Now this is what I call a keyboard! I've always loved typewriters and honed my keyboard skills on a variety of manual clackers of the last century. Unlike modern devices, which are relatively soulless and infinitely predictable, old typewriters have character. Imagine the pleasure of having to make corrections with Tipp-Ex (does it still exist?) or, before that particular boon to secretaries everywhere, the fortified and highly abrasive typewriter eraser than invariably made a hole in the paper. Those were the days. If you wanted to revise a document, the solution was easy and exquisitely cathartic: Just retype it.
Typewriters featured large in my early working life. In my first job as a bank clerk I laboured in a large branch in a large city. But there was absolutely no mechanical help other than one ancient Royal typewriter. It was well before the days of computers and all ledgers were still maintained in copperplate handwriting. The same ledgers, in pounds, shillings and pence, were added up (or "cast") in the traditional way, by me. We were much nearer to Bob Cratchit than to Steve Jobs. Statements, when requested, were typed individually by looking at the ledger and copying the entries line by line. The room for error was significant, of course, and customers' statements were peppered with erasures.
Then, in my second job as a journalist, the typewriter was the centre of my world. We had the choice of a vast collection of models, ancient and modern. The old Underwoods from the 20s were fun, but not the fastest of beasts. I much preferred the sleek new (and German) Olympia which produced much better results and was far easier on the fingers. Fortunately, this was all good practice and I'm grateful the computer industry never succeeded in banishing the qwerty keyboard. It has its faults, but it's my world and I can now type like a winged zephyr.
In case you thought all this was history, a character called Jack Zylkin can convert your ancient portable into an iPad keyboard. For only $75 you can get a kit which uses a strike board to create a circuit which is then ported to your iPad via a USB cable. Nirvana! I want one of these. And how I wish I'd had one back in the days typing endless statements while customers fretted at the counter.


ACTIVITY
Tell how many lines in these records contain the string "plot", with only the number as the reply.

(Data tied to figure images)
^^^^^^^^

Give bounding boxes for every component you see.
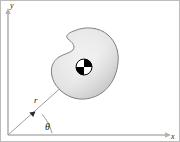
- y-axis-label: y: [9, 1, 14, 10]
- figure-canvas: y x r θ: [0, 0, 180, 142]
- center-of-mass-icon: [76, 59, 92, 75]
- radius-label: r: [34, 95, 38, 105]
- angle-label: θ: [45, 121, 50, 132]
- x-axis-label: x: [170, 132, 175, 141]
- physics-figure: y x r θ: [0, 0, 180, 142]
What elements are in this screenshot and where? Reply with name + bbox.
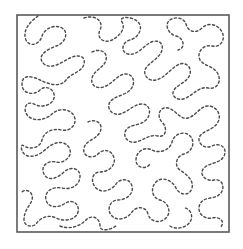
stipple-pattern-diagram [0, 0, 243, 249]
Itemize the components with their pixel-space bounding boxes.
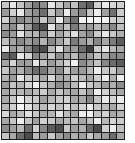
grid-cell [79,38,86,44]
grid-cell [56,31,63,37]
grid-cell [110,46,117,52]
grid-cell [17,38,24,44]
grid-cell [56,96,63,102]
grid-cell [71,75,78,81]
grid-cell [40,31,47,37]
grid-cell [117,104,124,110]
grid-cell [71,111,78,117]
grid-cell [40,60,47,66]
grid-cell [102,9,109,15]
grid-cell [33,53,40,59]
grayscale-grid [1,1,125,140]
grid-cell [2,53,9,59]
grid-cell [117,9,124,15]
grid-cell [64,82,71,88]
grid-cell [94,9,101,15]
grid-cell [79,89,86,95]
grid-cell [64,9,71,15]
grid-cell [40,89,47,95]
grid-cell [33,2,40,8]
grid-cell [64,67,71,73]
grid-cell [87,133,94,139]
grid-cell [2,31,9,37]
grid-cell [17,89,24,95]
grid-cell [110,9,117,15]
grid-cell [79,104,86,110]
grid-cell [17,2,24,8]
grid-cell [10,82,17,88]
grid-cell [25,24,32,30]
grid-cell [17,24,24,30]
grid-cell [87,53,94,59]
grid-cell [2,75,9,81]
grid-cell [2,17,9,23]
grid-cell [102,125,109,131]
grid-cell [40,75,47,81]
grid-cell [48,53,55,59]
grid-cell [110,133,117,139]
grid-cell [117,111,124,117]
grid-cell [2,96,9,102]
grid-cell [48,46,55,52]
grid-cell [110,31,117,37]
grid-cell [56,53,63,59]
grid-cell [87,9,94,15]
grid-cell [64,118,71,124]
grid-cell [40,24,47,30]
grid-cell [117,38,124,44]
grid-cell [25,60,32,66]
grid-cell [40,111,47,117]
grid-cell [48,118,55,124]
grid-cell [71,2,78,8]
grid-cell [33,60,40,66]
grid-cell [25,2,32,8]
grid-cell [25,53,32,59]
grid-cell [10,96,17,102]
grid-cell [48,111,55,117]
grid-cell [64,38,71,44]
grid-cell [64,46,71,52]
grid-cell [48,9,55,15]
grid-cell [48,38,55,44]
grid-cell [110,111,117,117]
grid-cell [48,31,55,37]
grid-cell [25,9,32,15]
grid-cell [25,104,32,110]
grid-cell [10,17,17,23]
grid-cell [17,75,24,81]
grid-cell [33,125,40,131]
grid-cell [17,53,24,59]
grid-cell [48,17,55,23]
grid-cell [64,125,71,131]
grid-cell [2,118,9,124]
grid-cell [79,46,86,52]
grid-cell [102,111,109,117]
grid-cell [25,17,32,23]
grid-cell [33,31,40,37]
grid-cell [48,82,55,88]
grid-cell [48,24,55,30]
grid-cell [102,60,109,66]
grid-cell [87,82,94,88]
grid-cell [33,118,40,124]
grid-cell [94,89,101,95]
grid-cell [33,38,40,44]
grid-cell [117,31,124,37]
grid-cell [110,67,117,73]
grid-cell [71,125,78,131]
grid-cell [102,82,109,88]
grid-cell [40,82,47,88]
grid-cell [25,46,32,52]
grid-cell [87,17,94,23]
grid-cell [94,24,101,30]
grid-cell [71,60,78,66]
grid-cell [2,46,9,52]
grid-cell [25,118,32,124]
grid-cell [102,96,109,102]
grid-cell [117,133,124,139]
grid-cell [10,125,17,131]
grid-cell [102,53,109,59]
grid-cell [40,38,47,44]
grid-cell [64,133,71,139]
grid-cell [87,96,94,102]
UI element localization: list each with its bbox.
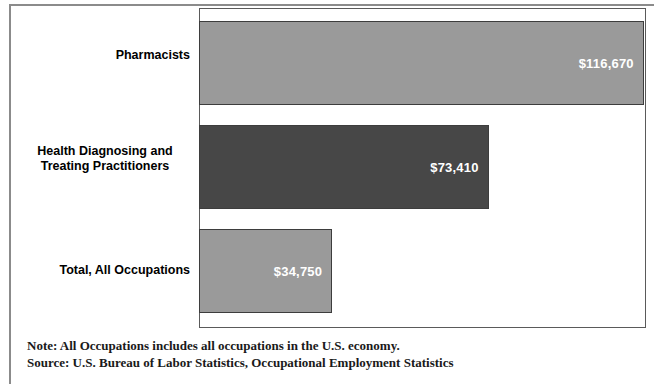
source-text: Source: U.S. Bureau of Labor Statistics,… bbox=[27, 354, 454, 371]
figure-footnotes: Note: All Occupations includes all occup… bbox=[27, 337, 454, 371]
bar-total-all-occupations: $34,750 bbox=[199, 229, 332, 313]
bar-pharmacists: $116,670 bbox=[199, 21, 644, 105]
bar-value-label: $34,750 bbox=[274, 264, 322, 279]
bar-value-label: $116,670 bbox=[579, 56, 634, 71]
category-label-total-all-occupations: Total, All Occupations bbox=[20, 263, 190, 278]
bar-row: $73,410 bbox=[199, 125, 646, 209]
bar-health-diagnosing-treating-practitioners: $73,410 bbox=[199, 125, 489, 209]
bar-chart-figure: $116,670 $73,410 $34,750 Pharmacists Hea… bbox=[0, 0, 656, 385]
category-label-pharmacists: Pharmacists bbox=[20, 48, 190, 63]
note-text: Note: All Occupations includes all occup… bbox=[27, 337, 454, 354]
bar-row: $116,670 bbox=[199, 21, 646, 105]
plot-area: $116,670 $73,410 $34,750 bbox=[199, 8, 646, 328]
bar-value-label: $73,410 bbox=[430, 160, 478, 175]
category-label-health-diagnosing-treating-practitioners: Health Diagnosing and Treating Practitio… bbox=[20, 144, 190, 174]
bar-row: $34,750 bbox=[199, 229, 646, 313]
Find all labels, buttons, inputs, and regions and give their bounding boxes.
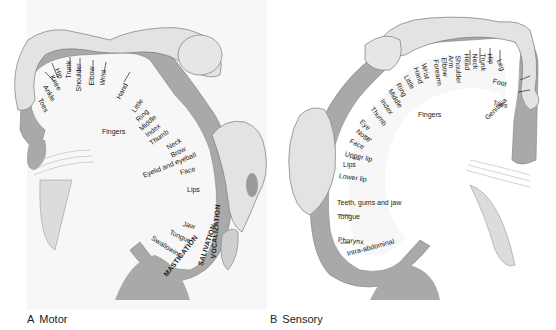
sensory-homunculus-hand: [365, 36, 401, 70]
caption-letter: A: [27, 313, 34, 325]
label-shoulder: Shoulder: [75, 63, 82, 91]
label-tongue: Tongue: [337, 213, 360, 220]
label-lips: Lips: [343, 161, 356, 168]
caption-motor: AMotor: [27, 313, 67, 325]
label-wrist: Wrist: [99, 69, 107, 85]
caption-sensory: BSensory: [270, 313, 323, 325]
label-teeth-gums-jaw: Teeth, gums and jaw: [337, 199, 401, 206]
caption-letter: B: [270, 313, 277, 325]
caption-title: Sensory: [282, 313, 322, 325]
label-neck: Neck: [472, 53, 480, 69]
label-shoulder: Shoulder: [455, 55, 463, 83]
label-fingers: Fingers: [418, 111, 441, 118]
motor-homunculus-mouth: [246, 173, 258, 197]
label-elbow: Elbow: [88, 66, 95, 85]
label-head: Head: [464, 53, 472, 70]
label-trunk: Trunk: [65, 61, 72, 79]
motor-homunculus-tongue: [221, 229, 238, 270]
label-trunk: Trunk: [480, 53, 488, 71]
label-fingers: Fingers: [102, 128, 125, 135]
label-hip: Hip: [487, 53, 495, 64]
motor-homunculus-hand: [178, 35, 222, 75]
homunculus-illustration: [0, 0, 556, 330]
caption-title: Motor: [39, 313, 67, 325]
label-arm: Arm: [448, 55, 455, 68]
label-lips: Lips: [187, 186, 200, 193]
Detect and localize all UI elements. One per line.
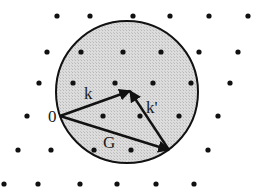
lattice-point — [91, 147, 96, 152]
lattice-point — [153, 181, 158, 186]
lattice-point — [205, 147, 210, 152]
lattice-point — [1, 181, 6, 186]
lattice-point — [24, 113, 29, 118]
lattice-point — [44, 49, 49, 54]
lattice-point — [167, 13, 172, 18]
origin-label: 0 — [48, 107, 57, 126]
lattice-point — [206, 13, 211, 18]
lattice-point — [215, 113, 220, 118]
lattice-point — [196, 49, 201, 54]
lattice-point — [100, 113, 105, 118]
lattice-point — [112, 80, 117, 85]
lattice-point — [188, 80, 193, 85]
lattice-point — [36, 80, 41, 85]
lattice-point — [77, 181, 82, 186]
lattice-point — [35, 181, 40, 186]
lattice-point — [128, 147, 133, 152]
lattice-point — [191, 181, 196, 186]
lattice-point — [54, 13, 59, 18]
lattice-point — [87, 13, 92, 18]
lattice-point — [158, 49, 163, 54]
lattice-point — [150, 80, 155, 85]
lattice-point — [120, 49, 125, 54]
lattice-point — [130, 13, 135, 18]
lattice-point — [227, 80, 232, 85]
vector-label-G: G — [103, 133, 115, 152]
lattice-point — [235, 49, 240, 54]
lattice-point — [78, 49, 83, 54]
lattice-point — [245, 13, 250, 18]
lattice-point — [70, 80, 75, 85]
vector-label-k-prime: k' — [146, 98, 158, 117]
lattice-point — [48, 147, 53, 152]
vector-label-k: k — [84, 84, 93, 103]
lattice-point — [176, 113, 181, 118]
ewald-sphere-diagram: 0 kk'G — [0, 0, 261, 194]
lattice-point — [137, 113, 142, 118]
lattice-point — [114, 181, 119, 186]
lattice-point — [15, 147, 20, 152]
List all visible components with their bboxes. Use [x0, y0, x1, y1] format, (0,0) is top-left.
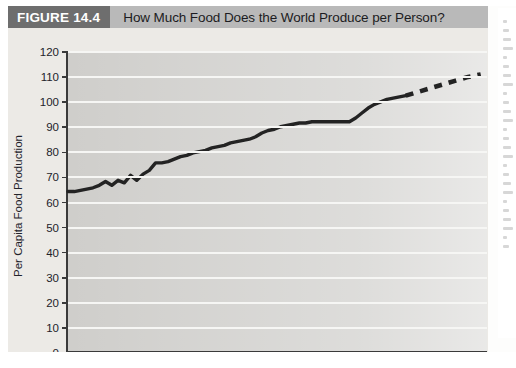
y-tick-30 — [62, 277, 68, 279]
gridline-y-70 — [68, 176, 487, 178]
chart-container: Per Capita Food Production Year 01020304… — [8, 28, 488, 352]
y-tick-label-90: 90 — [46, 121, 59, 133]
page-margin-left — [0, 0, 8, 368]
plot-area: 0102030405060708090100110120195019551960… — [66, 52, 487, 353]
y-axis-title: Per Capita Food Production — [12, 135, 24, 277]
page-margin-bottom — [0, 352, 516, 368]
y-tick-label-50: 50 — [46, 222, 59, 234]
y-tick-label-60: 60 — [46, 197, 59, 209]
y-tick-label-110: 110 — [41, 71, 59, 83]
y-tick-20 — [62, 302, 68, 304]
figure-number-label: FIGURE 14.4 — [8, 6, 110, 28]
y-tick-90 — [62, 126, 68, 128]
gridline-y-90 — [68, 126, 487, 128]
y-tick-label-40: 40 — [46, 247, 59, 259]
gridline-y-10 — [68, 327, 487, 329]
gridline-y-20 — [68, 302, 487, 304]
gridline-y-60 — [68, 202, 487, 204]
y-tick-100 — [62, 101, 68, 103]
figure-title: How Much Food Does the World Produce per… — [110, 6, 488, 28]
y-tick-60 — [62, 202, 68, 204]
page-margin-top — [0, 0, 516, 6]
gridline-y-120 — [68, 51, 487, 53]
y-tick-80 — [62, 152, 68, 154]
gridline-y-50 — [68, 227, 487, 229]
y-tick-110 — [62, 76, 68, 78]
y-tick-50 — [62, 227, 68, 229]
y-tick-10 — [62, 327, 68, 329]
gridline-y-40 — [68, 252, 487, 254]
y-tick-label-10: 10 — [46, 322, 59, 334]
y-tick-label-80: 80 — [46, 146, 59, 158]
y-tick-40 — [62, 252, 68, 254]
y-tick-label-120: 120 — [40, 46, 59, 58]
y-tick-label-70: 70 — [46, 171, 59, 183]
figure-root: FIGURE 14.4 How Much Food Does the World… — [0, 0, 516, 368]
y-tick-label-100: 100 — [40, 96, 59, 108]
gridline-y-30 — [68, 277, 487, 279]
y-tick-label-20: 20 — [46, 297, 59, 309]
facing-page-sliver — [498, 8, 516, 338]
y-tick-70 — [62, 177, 68, 179]
y-tick-label-30: 30 — [46, 272, 59, 284]
gridline-y-100 — [68, 101, 487, 103]
gridline-y-80 — [68, 151, 487, 153]
gridline-y-110 — [68, 76, 487, 78]
y-tick-120 — [62, 51, 68, 53]
figure-header: FIGURE 14.4 How Much Food Does the World… — [8, 6, 488, 28]
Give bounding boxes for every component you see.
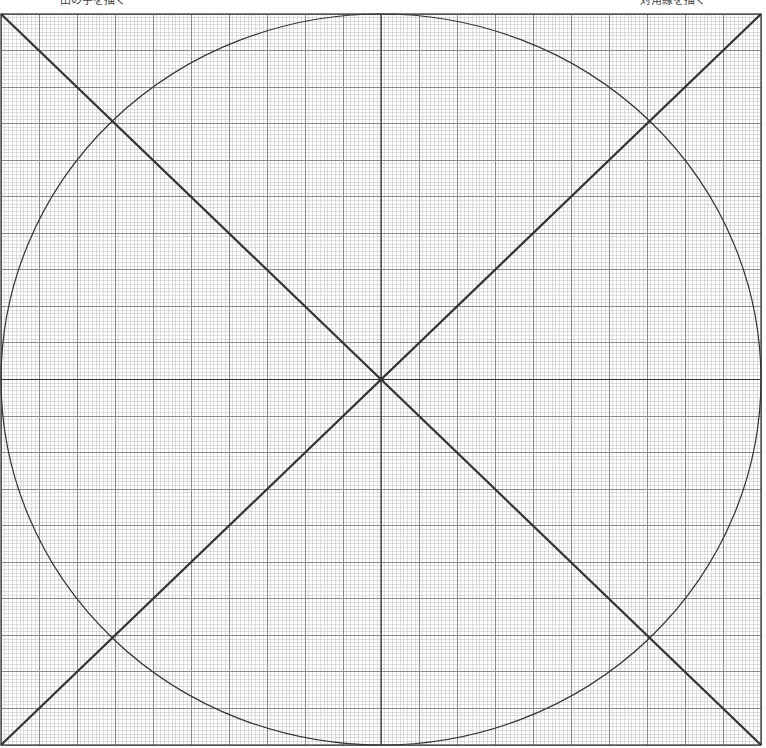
center-point (379, 377, 384, 382)
graph-paper-canvas (0, 0, 766, 748)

^^^^^^^^

ANSWER BOX
2